The Covid experience was such a shock to many of us because it revealed how fragile our way of life is. As I’ve said here many times, we saw in our little Orthodox parish in Louisiana an ingress of young Christians, mostly megachurch Evangelicals, who were so shaken by Covid that they concluded they needed to be part of a church and Christian tradition that offered them more depth and stability in a time of chaos. Covid was a kind of apocalypse — an unveiling. I don’t think we have fully reckoned with how destabilizing all that was.
If you think we have dodged the totalitarian bullet in the US, you are mistaken.
Once again: I think Donald Trump was the best thing on offer in the 2024 election. But his chaotic and often pointlessly destruction governing style is making things worse than they have to be, precisely at a time when we Americans need steady, determined, and wise leadership. The world order is breaking up, and re-forming. This could be done peacefully … or not. The Right now has political power in America, but it won’t hold on to it if it makes the lives of ordinary Americans worse. The Left has no answers. It is urgently important, from a civilizational perspective, that the Right gets this right. Listen to Betz, read Arendt: we don’t have much margin for error. This is a hinge moment in American history, and in world history. The old order has exhausted itself, and discredited itself in misgovernment. Something new is being born.
There is no guarantee at all that what is coming next will be better than what it is replacing. This is a historical moment that requires serious men acting seriously. We don’t have that. And it does nobody any good to pretend that we do. Maybe the power-holders now can change course. I have my doubts. Prepare yourselves, spiritually and otherwise, for the upheaval.
See y’all tomorrow from Europe.
Rod, I know you’re not a politician, but if you were, Poilievre would distance himself from you and call you a racist, he would distance himself from Bentz and from Arendt and would criticize any conservatives who even met with them. This isn’t speculation, Poilievre really did this to his own party members.
Further, if by some miracle you became president and were calm and steady and wise combatting all the problems you rightly denounce… the entire American, Canadian, European media - very much including The Free Press - would spend all day calling you a chaos agent. That’s what communists do to their enemies, they manufacture lies and propaganda. By now, this late in the game, shouldn’t you be wise and stable enough to stay on course and not submit yet again to the latest commie narrative?

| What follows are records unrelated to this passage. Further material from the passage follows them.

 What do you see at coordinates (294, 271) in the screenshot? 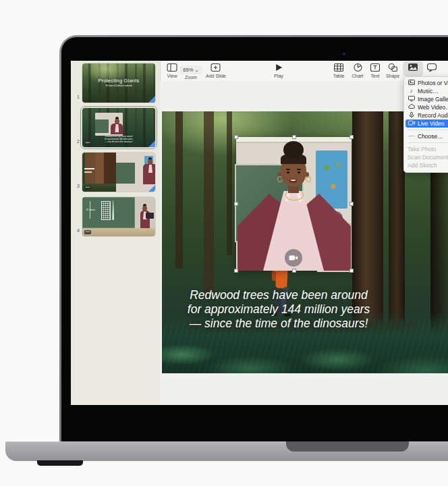
I see `resize-handle-s` at bounding box center [294, 271].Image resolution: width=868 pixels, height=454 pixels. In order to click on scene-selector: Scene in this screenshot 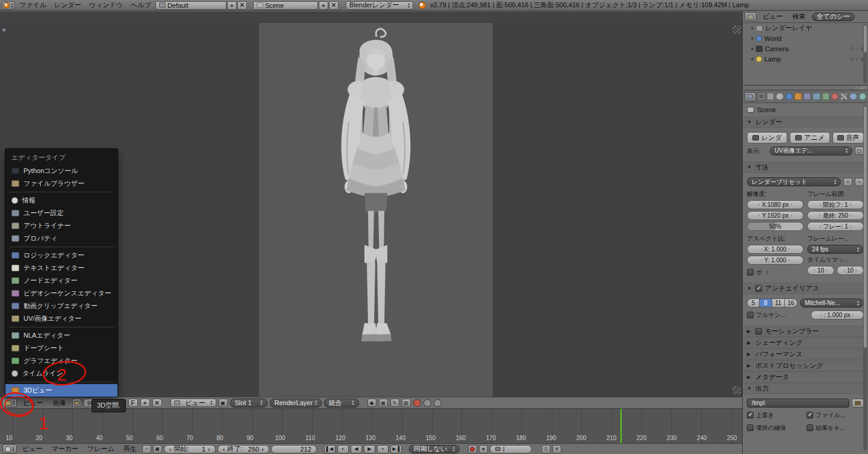, I will do `click(286, 5)`.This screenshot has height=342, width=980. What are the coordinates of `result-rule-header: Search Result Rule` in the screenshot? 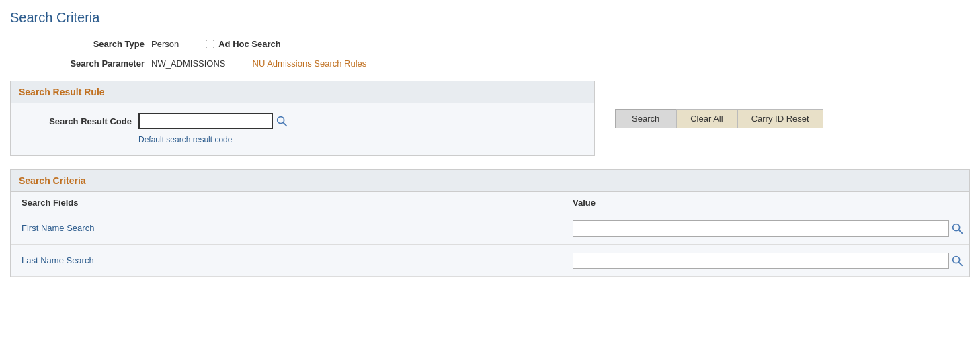 It's located at (302, 93).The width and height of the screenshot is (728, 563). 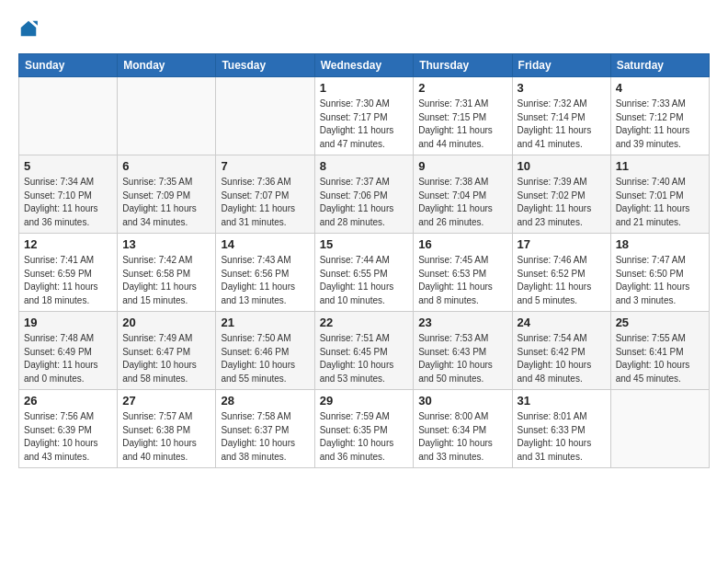 What do you see at coordinates (462, 322) in the screenshot?
I see `day-number: 23` at bounding box center [462, 322]. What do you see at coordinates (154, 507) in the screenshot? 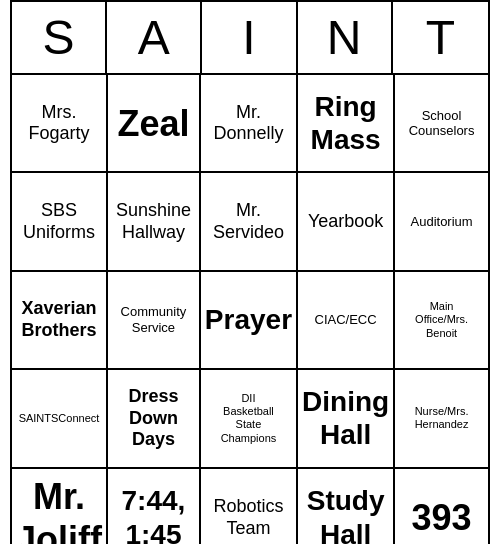
I see `cell-r4-c1: 7:44, 1:45` at bounding box center [154, 507].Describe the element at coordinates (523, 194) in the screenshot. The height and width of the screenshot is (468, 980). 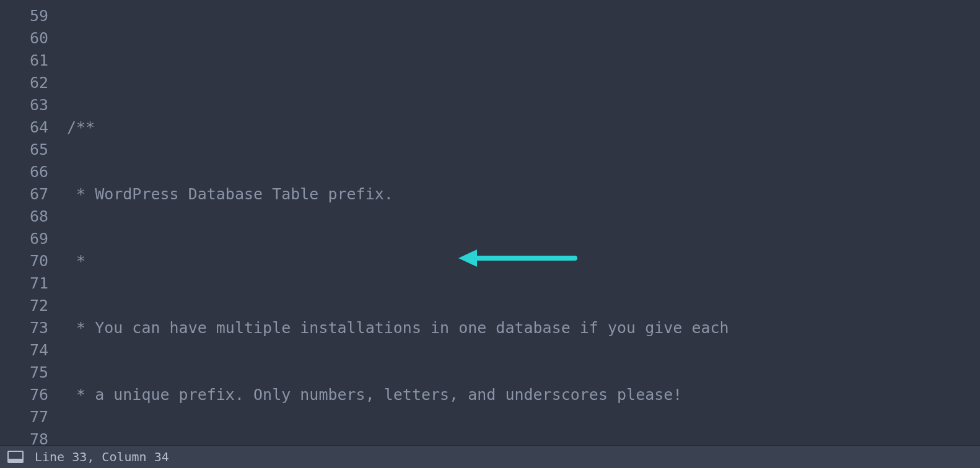
I see `code-line: * WordPress Database Table prefix.` at that location.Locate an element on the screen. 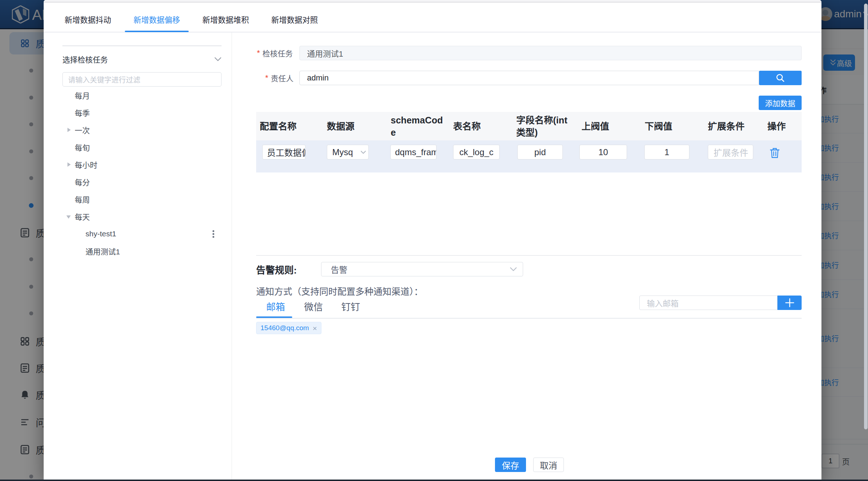 The height and width of the screenshot is (481, 868). add-data-button: 添加数据 is located at coordinates (780, 103). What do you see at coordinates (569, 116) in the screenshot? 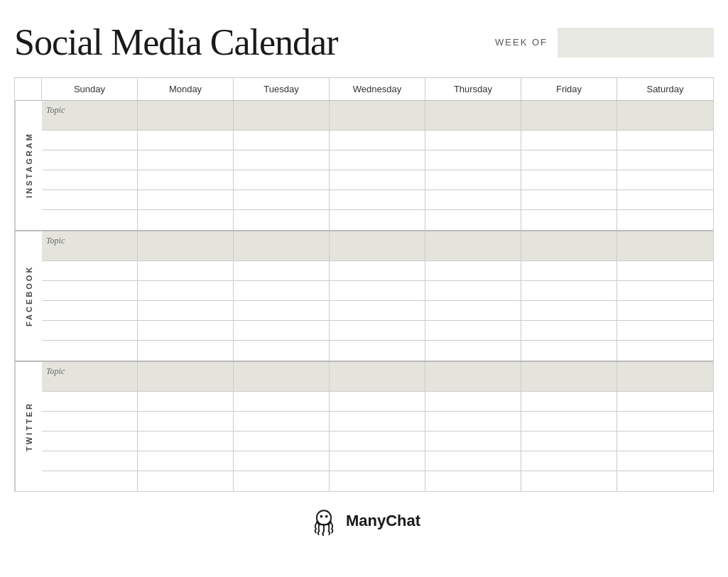
I see `instagram-friday-topic` at bounding box center [569, 116].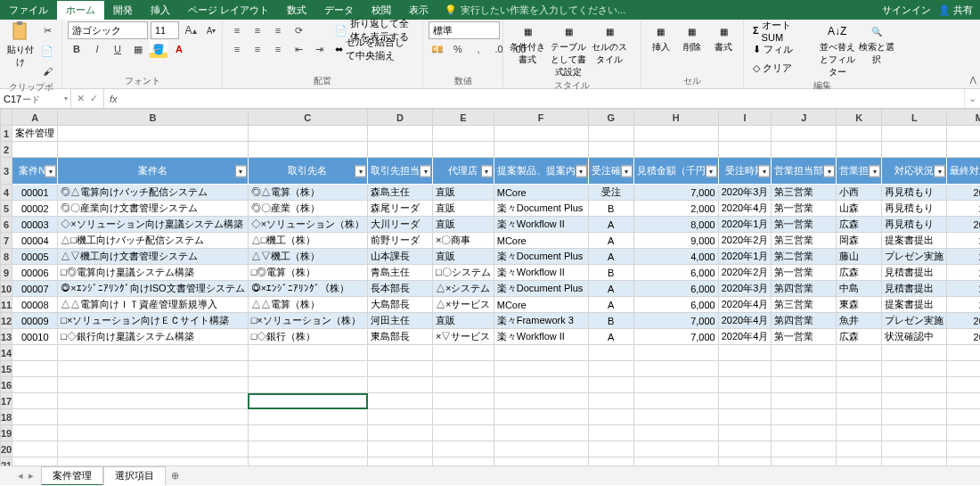  What do you see at coordinates (541, 134) in the screenshot?
I see `cell-F1` at bounding box center [541, 134].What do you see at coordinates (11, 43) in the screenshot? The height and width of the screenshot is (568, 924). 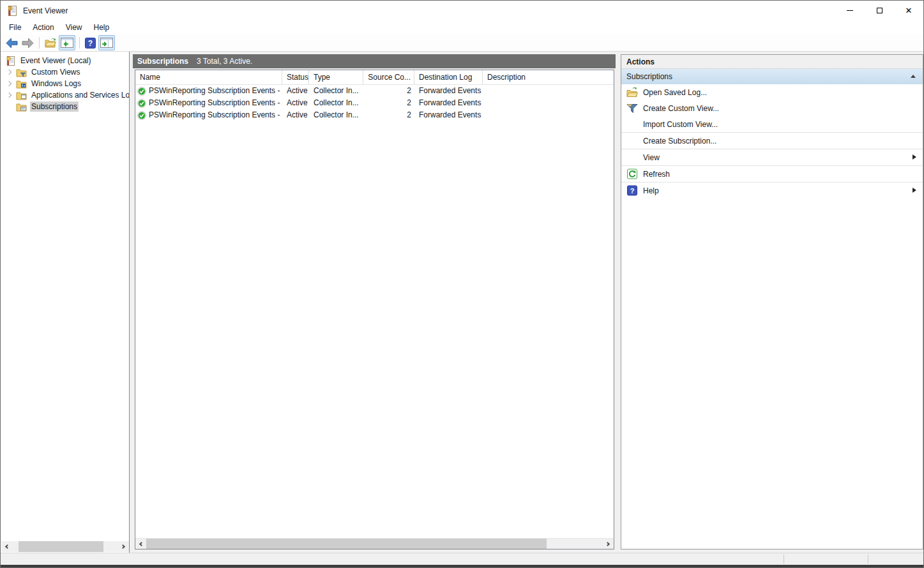 I see `back-button` at bounding box center [11, 43].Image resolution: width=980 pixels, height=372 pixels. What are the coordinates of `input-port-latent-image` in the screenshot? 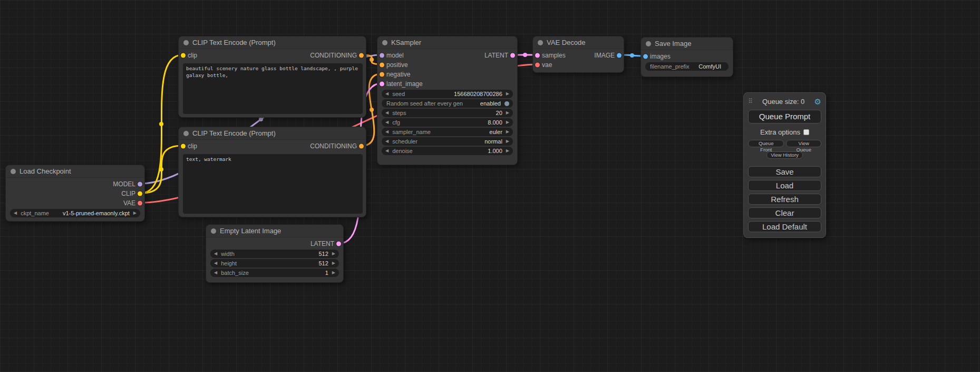 It's located at (382, 84).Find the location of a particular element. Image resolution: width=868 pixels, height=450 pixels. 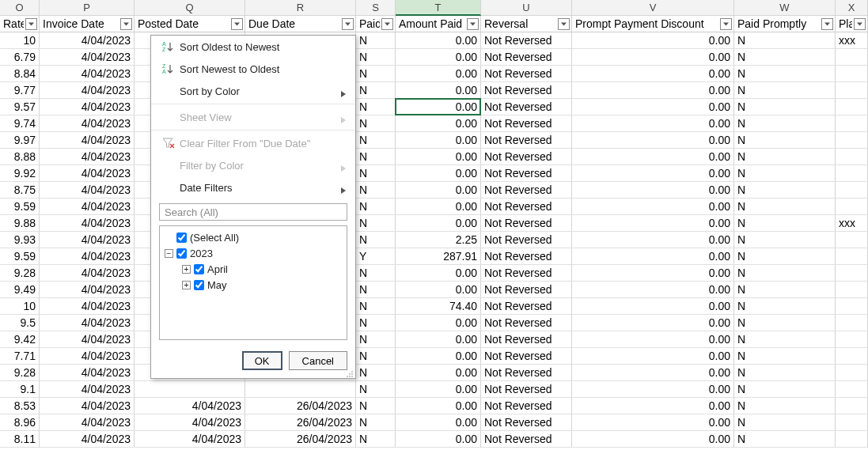

cell-O: 9.49 is located at coordinates (20, 289).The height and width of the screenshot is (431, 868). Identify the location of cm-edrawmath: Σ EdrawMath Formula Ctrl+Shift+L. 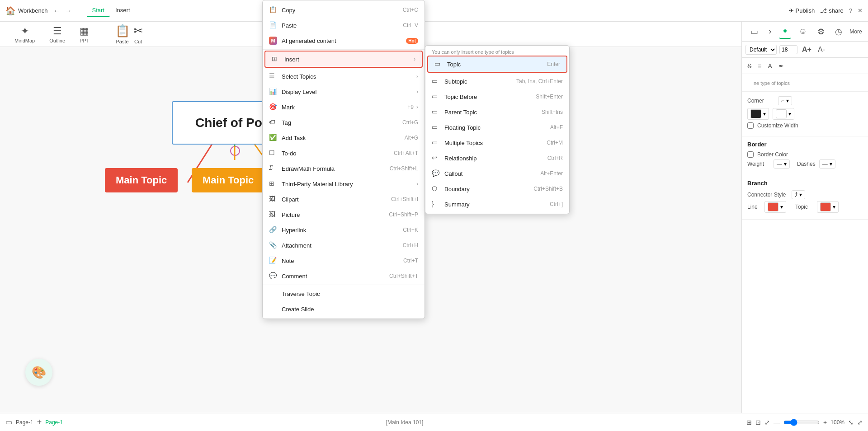
(344, 169).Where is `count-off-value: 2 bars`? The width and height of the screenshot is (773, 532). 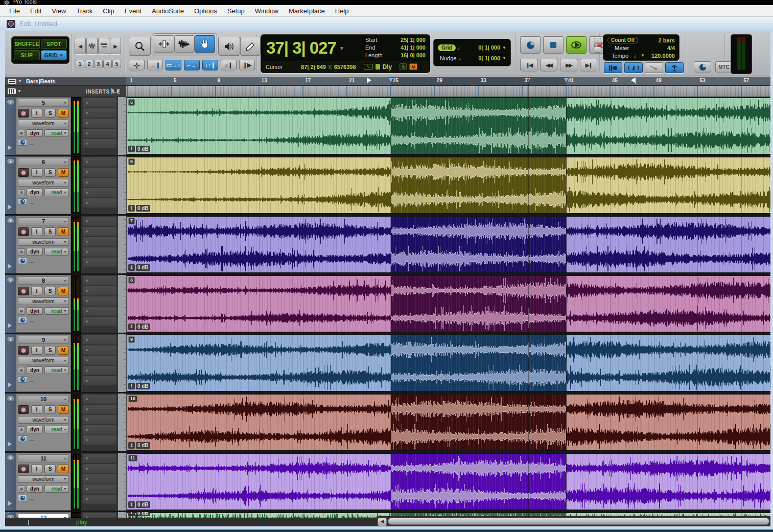 count-off-value: 2 bars is located at coordinates (667, 40).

https://theconservativetreehouse.com/blog/2025/04/29/canadian-conservative-candidate-pierre-poilievre-lost-his-own-district-seat-in-election/
I'm supposed to believe that Trump caused the Canada election outcome, but the leader of the Conservatives in Canada couldn't even win his own seat - one he's held for 20 years!
Sorry, I'm not buying that this is Trump's fault. Sounds like Canada's conservatives need to get themselves figured out.